:: Data supplied

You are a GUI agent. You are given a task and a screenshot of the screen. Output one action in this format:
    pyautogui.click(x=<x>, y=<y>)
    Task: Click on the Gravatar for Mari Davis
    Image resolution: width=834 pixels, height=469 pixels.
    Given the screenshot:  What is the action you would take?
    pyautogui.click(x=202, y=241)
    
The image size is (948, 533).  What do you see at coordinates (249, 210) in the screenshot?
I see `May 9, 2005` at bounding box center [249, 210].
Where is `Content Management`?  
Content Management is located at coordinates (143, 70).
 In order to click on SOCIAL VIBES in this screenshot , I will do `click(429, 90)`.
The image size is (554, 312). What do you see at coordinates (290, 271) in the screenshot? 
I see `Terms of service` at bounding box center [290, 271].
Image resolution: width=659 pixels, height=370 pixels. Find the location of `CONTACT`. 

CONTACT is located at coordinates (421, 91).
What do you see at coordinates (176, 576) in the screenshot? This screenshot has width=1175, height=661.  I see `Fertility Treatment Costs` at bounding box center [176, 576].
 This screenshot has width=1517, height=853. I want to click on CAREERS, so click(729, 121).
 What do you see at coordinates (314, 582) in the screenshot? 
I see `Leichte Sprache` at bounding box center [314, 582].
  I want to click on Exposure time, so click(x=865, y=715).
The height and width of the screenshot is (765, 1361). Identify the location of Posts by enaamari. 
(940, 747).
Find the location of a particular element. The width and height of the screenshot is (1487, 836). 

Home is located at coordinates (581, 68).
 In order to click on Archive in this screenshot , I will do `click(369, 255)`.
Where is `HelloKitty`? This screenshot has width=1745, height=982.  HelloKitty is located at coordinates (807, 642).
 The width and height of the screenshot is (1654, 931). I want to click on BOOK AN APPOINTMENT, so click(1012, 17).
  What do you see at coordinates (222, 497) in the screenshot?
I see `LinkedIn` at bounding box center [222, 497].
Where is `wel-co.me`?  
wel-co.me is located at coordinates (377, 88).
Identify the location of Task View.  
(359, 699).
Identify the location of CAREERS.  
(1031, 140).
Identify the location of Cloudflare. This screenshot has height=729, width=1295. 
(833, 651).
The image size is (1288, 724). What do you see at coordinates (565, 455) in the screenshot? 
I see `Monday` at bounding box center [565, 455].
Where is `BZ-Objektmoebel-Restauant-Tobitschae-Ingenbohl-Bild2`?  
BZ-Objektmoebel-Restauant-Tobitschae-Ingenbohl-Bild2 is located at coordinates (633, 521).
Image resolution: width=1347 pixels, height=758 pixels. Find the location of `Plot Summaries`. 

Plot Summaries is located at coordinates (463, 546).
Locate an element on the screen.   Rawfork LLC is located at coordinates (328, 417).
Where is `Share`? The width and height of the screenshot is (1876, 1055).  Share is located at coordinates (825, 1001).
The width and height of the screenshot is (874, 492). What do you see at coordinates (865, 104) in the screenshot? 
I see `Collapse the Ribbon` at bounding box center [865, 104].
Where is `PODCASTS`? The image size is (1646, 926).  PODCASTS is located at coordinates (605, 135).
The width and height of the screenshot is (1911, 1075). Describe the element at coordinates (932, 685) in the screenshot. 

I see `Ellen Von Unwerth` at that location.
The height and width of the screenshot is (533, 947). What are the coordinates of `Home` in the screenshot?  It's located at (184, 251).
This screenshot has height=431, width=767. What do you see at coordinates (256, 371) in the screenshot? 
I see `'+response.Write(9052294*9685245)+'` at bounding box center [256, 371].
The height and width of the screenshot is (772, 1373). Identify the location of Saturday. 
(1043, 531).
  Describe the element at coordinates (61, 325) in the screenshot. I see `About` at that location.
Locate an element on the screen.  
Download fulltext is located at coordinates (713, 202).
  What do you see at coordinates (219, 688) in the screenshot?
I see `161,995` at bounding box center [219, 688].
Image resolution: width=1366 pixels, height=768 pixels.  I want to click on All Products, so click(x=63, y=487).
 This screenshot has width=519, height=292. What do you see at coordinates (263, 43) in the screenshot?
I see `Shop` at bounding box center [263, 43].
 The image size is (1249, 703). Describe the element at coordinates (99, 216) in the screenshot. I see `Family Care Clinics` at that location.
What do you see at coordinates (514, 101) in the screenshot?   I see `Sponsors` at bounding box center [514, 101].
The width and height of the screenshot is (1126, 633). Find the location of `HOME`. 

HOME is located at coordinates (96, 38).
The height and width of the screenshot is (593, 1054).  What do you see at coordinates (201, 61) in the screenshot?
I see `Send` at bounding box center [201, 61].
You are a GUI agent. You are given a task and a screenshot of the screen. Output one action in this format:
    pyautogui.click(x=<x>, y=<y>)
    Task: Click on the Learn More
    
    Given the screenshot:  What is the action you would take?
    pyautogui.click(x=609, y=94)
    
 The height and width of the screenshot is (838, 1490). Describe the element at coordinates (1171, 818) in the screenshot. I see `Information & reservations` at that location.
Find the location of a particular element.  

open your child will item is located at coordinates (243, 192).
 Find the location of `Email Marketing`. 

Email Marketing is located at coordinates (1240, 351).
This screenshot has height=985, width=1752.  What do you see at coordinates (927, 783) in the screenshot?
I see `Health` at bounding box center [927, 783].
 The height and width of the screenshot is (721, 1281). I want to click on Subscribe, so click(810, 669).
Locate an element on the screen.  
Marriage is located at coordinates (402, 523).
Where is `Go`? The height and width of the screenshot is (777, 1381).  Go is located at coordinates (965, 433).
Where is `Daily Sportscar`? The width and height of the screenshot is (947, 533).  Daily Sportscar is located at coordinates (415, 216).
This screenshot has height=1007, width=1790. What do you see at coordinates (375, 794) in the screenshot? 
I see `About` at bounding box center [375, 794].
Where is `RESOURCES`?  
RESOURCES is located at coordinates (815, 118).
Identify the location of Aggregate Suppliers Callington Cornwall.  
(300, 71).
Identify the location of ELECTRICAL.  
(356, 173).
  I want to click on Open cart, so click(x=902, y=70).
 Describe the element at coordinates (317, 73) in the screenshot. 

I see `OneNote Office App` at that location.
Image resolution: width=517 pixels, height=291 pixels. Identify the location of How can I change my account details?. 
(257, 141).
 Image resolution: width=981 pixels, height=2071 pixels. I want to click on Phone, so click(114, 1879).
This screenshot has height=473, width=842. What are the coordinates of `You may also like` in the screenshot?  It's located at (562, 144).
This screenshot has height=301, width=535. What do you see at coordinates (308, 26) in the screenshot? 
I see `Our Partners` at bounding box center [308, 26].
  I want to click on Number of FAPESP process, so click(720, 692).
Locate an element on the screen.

::::

Only the lines from the one holding "This screenshot has height=473, width=842." to the end of the entries above belong in the answer, each copied exactly.

This screenshot has height=473, width=842. What are the coordinates of `You may also like` in the screenshot?  It's located at (562, 144).
This screenshot has height=301, width=535. What do you see at coordinates (308, 26) in the screenshot? 
I see `Our Partners` at bounding box center [308, 26].
  I want to click on Number of FAPESP process, so click(720, 692).
Locate an element on the screen.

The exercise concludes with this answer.